18

TUESDAY

Toward dawn the walls of Reardon’s apartment seemed to be closing in on him. He had smoked three packs of cigarettes since eight o’clock, and the room floated before him in a haze of smoke. He crushed out the last cigarette of the third pack and walked down to the street.

Outside the early-morning delivery trucks lined the streets and avenues. The veins of the city were receiving their daily injections of food and drink and produce. The delivery men hustled from their trucks to the stores and back to the trucks again. It seemed to Reardon that they purposely made as much noise as possible, banging their carts on the curb or letting their packages drop from shoulder height to the sidewalk.

At 86th Street he took the Lexington Avenue express uptown toward the Bronx, something he often did when he felt the need for escape. Soon the train came out of the subway tunnel’s grimy darkness, and he was in open air again. From the tracks he could see the streets below him, but the sounds of the city were distant, less threatening, muffled by the whirr of the train. From the el the world seemed small and salvageable. The complexities of the city, its sprawling, unmanageable life, were reduced to a miniature version of itself. All its problems, and all of his, appeared less colossal from the vantage point of the train.

For years it had been Reardon’s final escape. It took him above everything, above the bickerings of family life, the rigors of work, the austerities of religion. It was the place where he regained himself, calmed himself, somehow took on the armor of endurance.

Between the Burnside Avenue and 183rd Street stations the train suddenly stopped. After a few moments the conductor announced over the public address system that there was a train out of service up ahead and that there would be a short delay. Reardon took the delay as a gift, a moment simply to rest, suspended between the city and the sky.

His eyes patrolled the windows that faced him on the other side of the tracks, probably only fifty feet away. The building was old and weather-beaten, but the apartment windows were large and full. Curtains or Venetian blinds covered most of them, so Reardon’s eyes fastened onto the one window open to his view. He could see a man pacing in a circle around a small boy. The man was dressed in work clothes and was very animated, throwing his arms in the air as he circled the child. Then he hit him, hard, with his open hand, and the child fell back into a chair.

Reardon stood up, astonished, and bolted across the center aisle to the subway window.

The man was shouting, but Reardon could not hear what he was saying. The man picked up a large vase and threw it across the room. The child darted behind the chair and squatted, and Reardon could see that he was covering his head with his tiny arms. Instantly the man wrenched the child from behind the chair and lifted him into the air above his head.

Reardon frantically tried to get the subway window open, but the latches were corroded shut.

The man threw the boy into the back of the chair, toppling it so that it spilled the child onto the floor.

Reardon began hitting the window with his fists again and again. “Stop it! Stop it!” he shouted. The other passengers in the train turned to look at him, and then at the scene in the apartment. But their attention returned to him, as if he were the greater threat.

The man picked the boy up again and slapped him across the room. Then he caught him by the collar and threw him across the legs of the toppled chair. The boy jumped to his feet and ran to a corner of the room, out of Reardon’s sight. The man began to walk slowly toward the corner.

Reardon’s knuckles were stiff and reddened; he stopped hitting the glass and stood trembling by the window.

The train jerked forward. Reardon’s eyes burned into the apartment window, but he could see nothing except the legs of the overturned chair, the jagged glass dotting the floor and the blank wall that stood behind it all, featureless and resolute, like a pitiless, refusing hand.

When the train reached 183rd Street, Reardon got off and called the local precinct to report what he had seen. He did not expect much action to be taken. He could not be that specific as to the location of the building, and he was unable to give a close, detailed description of either the man or the child.

“Thank you, Detective Reardon,” the desk sergeant at the precinct house said. “We’ll look into it.”

“I hope so,” Reardon replied, but he knew that the incident would not get a high priority. He had not even been asked to accompany a patrol car to find the building where he had seen the child beaten.

He took the same track back to Manhattan, but it passed the window so fast that he could not see anything in the room. The light was still on; that was all that he could tell.

He got off the train at 86th Street and walked to his apartment. The city was coming to life. Some people, Reardon knew, would not be around to see it. Some would be stuffed in car trunks. Others would be hanging in closets. Still others would be floating in bathtubs filled with blood and torn flesh. Mathesson had once referred to such a scene as “Manhattan clam chowder.”

Reardon wondered about the boy he had seen through the window. He thought of the tiny arms folded around the head. Perhaps, Reardon thought, that was the only appropriate posture for this world. In Catholicism, Reardon knew, there were two unforgivable sins: one of them was despair. Standing on the sidewalk amid the early-morning jostling of pedestrians, his shoulders hunched and combative, his face locked in an animal grimace, Reardon suspected that he might be edging toward the unforgivable.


Task statement:
Would you set down every entry shown below, precisely as written?

Supplied information:
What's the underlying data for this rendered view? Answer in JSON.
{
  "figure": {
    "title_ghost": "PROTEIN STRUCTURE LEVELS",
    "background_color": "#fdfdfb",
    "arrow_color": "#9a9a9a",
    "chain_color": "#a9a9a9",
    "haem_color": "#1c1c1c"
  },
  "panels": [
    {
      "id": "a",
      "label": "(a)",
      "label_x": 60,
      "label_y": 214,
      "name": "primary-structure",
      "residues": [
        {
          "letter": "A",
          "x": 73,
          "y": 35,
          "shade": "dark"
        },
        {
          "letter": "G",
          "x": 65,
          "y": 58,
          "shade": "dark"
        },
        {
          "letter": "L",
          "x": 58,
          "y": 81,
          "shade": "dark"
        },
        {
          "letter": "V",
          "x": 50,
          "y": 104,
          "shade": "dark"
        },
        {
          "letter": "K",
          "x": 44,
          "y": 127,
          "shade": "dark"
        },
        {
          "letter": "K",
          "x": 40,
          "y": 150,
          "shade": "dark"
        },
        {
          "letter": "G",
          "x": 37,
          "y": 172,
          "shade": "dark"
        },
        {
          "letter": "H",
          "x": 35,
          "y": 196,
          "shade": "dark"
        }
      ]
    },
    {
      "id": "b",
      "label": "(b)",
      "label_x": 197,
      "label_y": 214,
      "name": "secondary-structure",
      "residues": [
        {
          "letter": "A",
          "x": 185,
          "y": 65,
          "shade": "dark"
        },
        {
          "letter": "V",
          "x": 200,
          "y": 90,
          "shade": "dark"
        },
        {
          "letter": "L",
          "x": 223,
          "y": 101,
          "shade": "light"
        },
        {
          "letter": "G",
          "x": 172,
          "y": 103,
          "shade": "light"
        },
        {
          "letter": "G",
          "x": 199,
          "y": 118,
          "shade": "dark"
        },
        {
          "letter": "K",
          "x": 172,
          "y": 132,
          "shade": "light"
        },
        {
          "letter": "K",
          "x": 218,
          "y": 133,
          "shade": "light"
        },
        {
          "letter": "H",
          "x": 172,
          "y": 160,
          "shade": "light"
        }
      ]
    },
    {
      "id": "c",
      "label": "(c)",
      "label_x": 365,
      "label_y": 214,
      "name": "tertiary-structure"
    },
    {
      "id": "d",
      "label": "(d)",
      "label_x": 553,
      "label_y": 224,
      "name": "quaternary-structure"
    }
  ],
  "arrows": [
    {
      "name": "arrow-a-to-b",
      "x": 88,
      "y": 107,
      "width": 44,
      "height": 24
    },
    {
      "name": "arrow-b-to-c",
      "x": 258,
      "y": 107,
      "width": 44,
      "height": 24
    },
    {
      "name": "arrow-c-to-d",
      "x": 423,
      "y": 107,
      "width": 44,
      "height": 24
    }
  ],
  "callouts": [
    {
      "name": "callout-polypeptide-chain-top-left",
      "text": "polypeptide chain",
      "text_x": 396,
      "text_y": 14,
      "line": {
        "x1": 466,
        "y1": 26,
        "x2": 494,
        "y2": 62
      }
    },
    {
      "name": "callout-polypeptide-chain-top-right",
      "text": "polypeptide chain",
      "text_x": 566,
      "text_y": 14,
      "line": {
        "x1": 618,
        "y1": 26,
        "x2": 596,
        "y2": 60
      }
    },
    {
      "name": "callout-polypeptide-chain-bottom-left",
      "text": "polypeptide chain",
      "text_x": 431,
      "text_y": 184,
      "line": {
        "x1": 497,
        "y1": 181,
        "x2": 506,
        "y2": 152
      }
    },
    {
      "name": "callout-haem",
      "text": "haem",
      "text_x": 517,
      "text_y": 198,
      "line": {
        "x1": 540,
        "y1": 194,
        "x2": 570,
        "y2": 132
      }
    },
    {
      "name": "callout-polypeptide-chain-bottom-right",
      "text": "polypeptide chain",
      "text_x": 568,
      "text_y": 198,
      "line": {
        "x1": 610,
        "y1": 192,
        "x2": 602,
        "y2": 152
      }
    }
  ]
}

Solution for this problem:
What's the underlying data for this rendered view? Answer in JSON.
{
  "figure": {
    "title_ghost": "PROTEIN STRUCTURE LEVELS",
    "background_color": "#fdfdfb",
    "arrow_color": "#9a9a9a",
    "chain_color": "#a9a9a9",
    "haem_color": "#1c1c1c"
  },
  "panels": [
    {
      "id": "a",
      "label": "(a)",
      "label_x": 60,
      "label_y": 214,
      "name": "primary-structure",
      "residues": [
        {
          "letter": "A",
          "x": 73,
          "y": 35,
          "shade": "dark"
        },
        {
          "letter": "G",
          "x": 65,
          "y": 58,
          "shade": "dark"
        },
        {
          "letter": "L",
          "x": 58,
          "y": 81,
          "shade": "dark"
        },
        {
          "letter": "V",
          "x": 50,
          "y": 104,
          "shade": "dark"
        },
        {
          "letter": "K",
          "x": 44,
          "y": 127,
          "shade": "dark"
        },
        {
          "letter": "K",
          "x": 40,
          "y": 150,
          "shade": "dark"
        },
        {
          "letter": "G",
          "x": 37,
          "y": 172,
          "shade": "dark"
        },
        {
          "letter": "H",
          "x": 35,
          "y": 196,
          "shade": "dark"
        }
      ]
    },
    {
      "id": "b",
      "label": "(b)",
      "label_x": 197,
      "label_y": 214,
      "name": "secondary-structure",
      "residues": [
        {
          "letter": "A",
          "x": 185,
          "y": 65,
          "shade": "dark"
        },
        {
          "letter": "V",
          "x": 200,
          "y": 90,
          "shade": "dark"
        },
        {
          "letter": "L",
          "x": 223,
          "y": 101,
          "shade": "light"
        },
        {
          "letter": "G",
          "x": 172,
          "y": 103,
          "shade": "light"
        },
        {
          "letter": "G",
          "x": 199,
          "y": 118,
          "shade": "dark"
        },
        {
          "letter": "K",
          "x": 172,
          "y": 132,
          "shade": "light"
        },
        {
          "letter": "K",
          "x": 218,
          "y": 133,
          "shade": "light"
        },
        {
          "letter": "H",
          "x": 172,
          "y": 160,
          "shade": "light"
        }
      ]
    },
    {
      "id": "c",
      "label": "(c)",
      "label_x": 365,
      "label_y": 214,
      "name": "tertiary-structure"
    },
    {
      "id": "d",
      "label": "(d)",
      "label_x": 553,
      "label_y": 224,
      "name": "quaternary-structure"
    }
  ],
  "arrows": [
    {
      "name": "arrow-a-to-b",
      "x": 88,
      "y": 107,
      "width": 44,
      "height": 24
    },
    {
      "name": "arrow-b-to-c",
      "x": 258,
      "y": 107,
      "width": 44,
      "height": 24
    },
    {
      "name": "arrow-c-to-d",
      "x": 423,
      "y": 107,
      "width": 44,
      "height": 24
    }
  ],
  "callouts": [
    {
      "name": "callout-polypeptide-chain-top-left",
      "text": "polypeptide chain",
      "text_x": 396,
      "text_y": 14,
      "line": {
        "x1": 466,
        "y1": 26,
        "x2": 494,
        "y2": 62
      }
    },
    {
      "name": "callout-polypeptide-chain-top-right",
      "text": "polypeptide chain",
      "text_x": 566,
      "text_y": 14,
      "line": {
        "x1": 618,
        "y1": 26,
        "x2": 596,
        "y2": 60
      }
    },
    {
      "name": "callout-polypeptide-chain-bottom-left",
      "text": "polypeptide chain",
      "text_x": 431,
      "text_y": 184,
      "line": {
        "x1": 497,
        "y1": 181,
        "x2": 506,
        "y2": 152
      }
    },
    {
      "name": "callout-haem",
      "text": "haem",
      "text_x": 517,
      "text_y": 198,
      "line": {
        "x1": 540,
        "y1": 194,
        "x2": 570,
        "y2": 132
      }
    },
    {
      "name": "callout-polypeptide-chain-bottom-right",
      "text": "polypeptide chain",
      "text_x": 568,
      "text_y": 198,
      "line": {
        "x1": 610,
        "y1": 192,
        "x2": 602,
        "y2": 152
      }
    }
  ]
}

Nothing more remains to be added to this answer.